There’s been lots of talk lately about ”energizing the base,” usually having to do with vice presidential selections or pandering at conventions. One hesitates to sully Metallica by implying they, too, are politicians, but Death Magnetic does seem designed to win back rock’s most irritable fan base. No? longer is the band nuancing its position, as it were, with radio-friendly ballads or sonic tweaks.
Seventeen years since they last put out a great album, eight years since the much-decried Napster lawsuit and four years after Some Kind of Monster pulled back the curtain on this once larger-than-life band to reveal a quartet of all-too-human wusses, Metallica’s image is tarnished beyond repair. Blame it on an endless line of shoddy PR moves and even shoddier musical decisions, combined with our snipe-happy blogger culture: It’s become so easy to hate on Metallica that it’s just no fun anymore. Actually, that’s not true.
Review Summary: A fine album from a heavy metal juggernaut that might just be kicking back into gear.Five years ago, music critics raved about an album called St.
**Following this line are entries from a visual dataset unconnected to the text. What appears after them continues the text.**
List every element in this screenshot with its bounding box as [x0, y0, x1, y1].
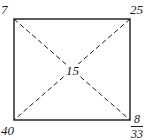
label-bottom-left: 40 — [1, 124, 14, 137]
label-center: 15 — [66, 64, 79, 77]
fraction-denominator: 33 — [131, 127, 143, 140]
fraction-numerator: 8 — [131, 113, 143, 127]
label-top-left: 7 — [1, 3, 8, 16]
label-top-right: 25 — [130, 3, 143, 16]
label-bottom-right-fraction: 8 33 — [131, 113, 143, 140]
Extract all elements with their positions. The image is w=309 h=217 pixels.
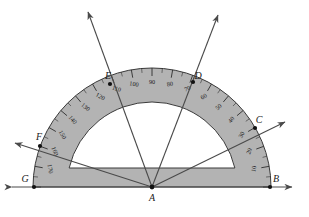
point-B: [268, 185, 272, 189]
point-label-E: E: [104, 70, 111, 81]
point-G: [32, 185, 36, 189]
point-label-B: B: [273, 173, 279, 184]
degree-label-80: 80: [166, 80, 173, 88]
protractor-diagram: 1020304050607080901001101201301401501601…: [0, 0, 309, 217]
point-label-C: C: [256, 114, 263, 125]
diagram-canvas: 1020304050607080901001101201301401501601…: [0, 0, 309, 217]
point-label-F: F: [35, 131, 43, 142]
degree-label-90: 90: [149, 78, 155, 85]
vertex-label-A: A: [148, 192, 156, 203]
protractor-body: [33, 68, 271, 187]
point-E: [108, 82, 112, 86]
point-C: [253, 126, 257, 130]
point-label-G: G: [21, 173, 28, 184]
degree-label-10: 10: [249, 165, 257, 172]
vertex-point-A: [150, 185, 155, 190]
point-F: [38, 144, 42, 148]
point-label-D: D: [193, 70, 202, 81]
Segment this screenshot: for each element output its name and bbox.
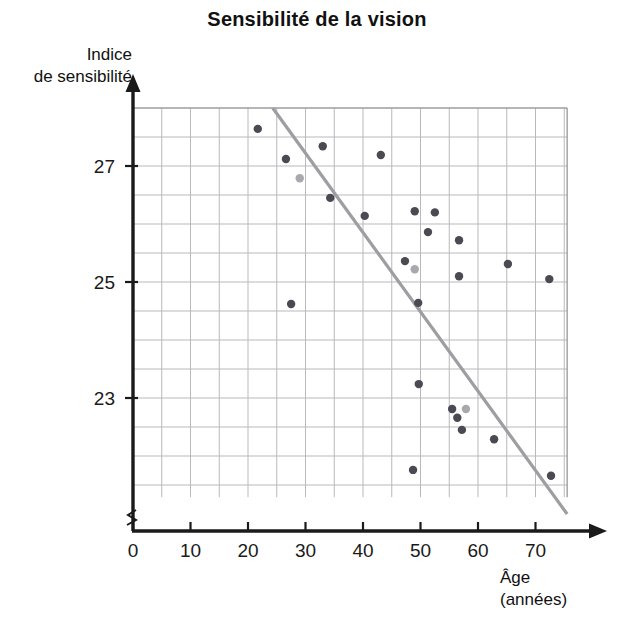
data-point <box>431 208 439 216</box>
data-point <box>411 207 419 215</box>
data-point <box>414 299 422 307</box>
x-axis-tick-label: 30 <box>295 540 316 561</box>
grid-lines <box>133 108 567 497</box>
x-axis-tick-label: 10 <box>180 540 201 561</box>
data-point <box>319 142 327 150</box>
data-point <box>254 125 262 133</box>
data-point <box>490 435 498 443</box>
data-point <box>448 405 456 413</box>
data-point <box>411 265 419 273</box>
x-axis-tick-label: 60 <box>467 540 488 561</box>
data-point <box>377 151 385 159</box>
scatter-plot-svg: 010203040506070232527 <box>0 0 634 617</box>
data-point <box>296 174 304 182</box>
data-point <box>424 228 432 236</box>
x-axis-tick-label: 50 <box>410 540 431 561</box>
data-point <box>287 300 295 308</box>
x-axis-arrowhead <box>589 524 607 539</box>
y-axis-arrowhead <box>126 74 141 92</box>
x-axis-tick-label: 40 <box>352 540 373 561</box>
x-axis-tick-label: 20 <box>237 540 258 561</box>
x-axis-tick-label: 70 <box>525 540 546 561</box>
x-axis-tick-label: 0 <box>128 540 139 561</box>
y-axis-tick-label: 23 <box>94 388 115 409</box>
data-point <box>361 212 369 220</box>
data-point <box>401 257 409 265</box>
data-point <box>326 194 334 202</box>
data-point <box>458 426 466 434</box>
data-point <box>282 155 290 163</box>
data-point <box>547 472 555 480</box>
data-point <box>455 236 463 244</box>
data-point <box>409 466 417 474</box>
data-point <box>455 272 463 280</box>
y-axis-tick-label: 27 <box>94 156 115 177</box>
data-point <box>504 260 512 268</box>
chart-container: Sensibilité de la vision Indice de sensi… <box>0 0 634 617</box>
data-point <box>545 275 553 283</box>
data-point <box>453 414 461 422</box>
data-point <box>415 380 423 388</box>
data-point <box>462 405 470 413</box>
y-axis-tick-label: 25 <box>94 272 115 293</box>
Anger, a record many hailed as a return to the harsh and carefree malevolence of Metallica’s ‘80s heyday. Pushing the group well outside their comfort zone, St. Anger was in some ways everything it was held up to be: it was still vocal-centric, but a renewed sense of vigour had crept into Jaymz Hetfield’s voice, and the relatively simplistic song structures of the ‘90s had been jettisoned in favour of more technically demanding passages.
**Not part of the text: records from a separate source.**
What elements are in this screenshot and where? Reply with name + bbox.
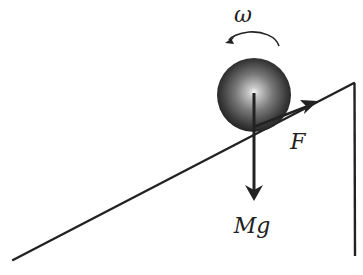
weight-label: Mg bbox=[233, 213, 271, 238]
rotation-arrowhead-icon bbox=[225, 36, 235, 44]
omega-label: ω bbox=[234, 2, 252, 27]
rotation-arrow bbox=[225, 32, 279, 46]
diagram-canvas: ω F Mg bbox=[0, 0, 363, 275]
friction-label: F bbox=[289, 129, 306, 154]
incline-diagram: ω F Mg bbox=[0, 0, 363, 275]
incline-vertical-side bbox=[355, 83, 356, 256]
incline-surface bbox=[13, 83, 354, 260]
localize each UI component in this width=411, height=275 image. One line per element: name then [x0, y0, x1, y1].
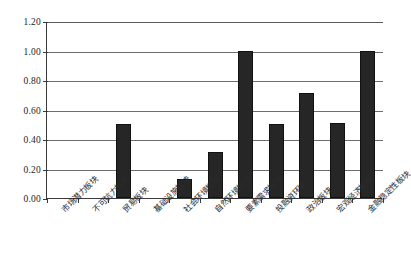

Metallica's relationship with their fans is akin to that of a prodigious son who's slid into a mediocre adulthood while the parents refuse to admit that whatever gift he had has long since vanished. With that rambling analogy in mind, Death Magnetic is pretty much the faint ray of hope so many have been waiting for. Their latest successfully revisits elements of their thrash-metal prime, eschewing bloated self-indulgence for straight-up head-banging aggression, with decent riffs to match, thanks in no small part to producer Rick Rubin.
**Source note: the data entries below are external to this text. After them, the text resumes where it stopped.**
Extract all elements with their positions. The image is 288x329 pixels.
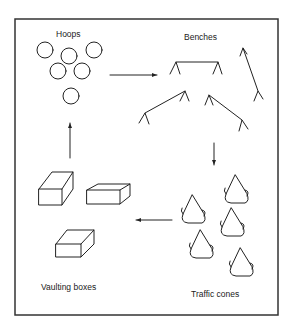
traffic-cone-icon <box>181 195 205 223</box>
bench-icon <box>170 62 222 74</box>
benches-station: Benches <box>139 32 263 131</box>
bench-icon <box>139 91 189 124</box>
hoop-icon <box>63 88 79 104</box>
hoop-icon <box>61 48 77 64</box>
vaulting-box-icon <box>56 230 94 257</box>
bench-icon <box>240 48 263 101</box>
vaulting-box-icon <box>39 172 73 205</box>
traffic-cone-icon <box>224 175 248 203</box>
benches-label: Benches <box>184 32 217 42</box>
bench-icon <box>205 95 248 131</box>
cones-label: Traffic cones <box>191 289 239 299</box>
hoop-icon <box>86 42 102 58</box>
traffic-cone-icon <box>229 248 253 276</box>
vaulting-box-icon <box>87 184 130 204</box>
traffic-cone-icon <box>189 230 213 258</box>
hoops-station: Hoops <box>37 29 102 104</box>
hoops-label: Hoops <box>56 29 81 39</box>
boxes-station: Vaulting boxes <box>39 172 130 292</box>
hoop-icon <box>50 63 66 79</box>
circuit-diagram: Hoops Benches <box>0 0 288 329</box>
boxes-label: Vaulting boxes <box>41 282 96 292</box>
hoop-icon <box>74 63 90 79</box>
traffic-cone-icon <box>220 208 244 236</box>
hoop-icon <box>37 42 53 58</box>
cones-station: Traffic cones <box>181 175 253 299</box>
Beginning with an affirmation of life, an ominous heartbeat, Death Magnetic signals the second coming of Metallica. Five years after the pitiful St. Anger, intimately detailed in 2004 documentary Metallica: Some Kind of Monster, and 90 seconds into opener "That Was Just Your Life," the Bay Area behemoth finally awakens, charging forth with a calculated fury not heard in close to two decades.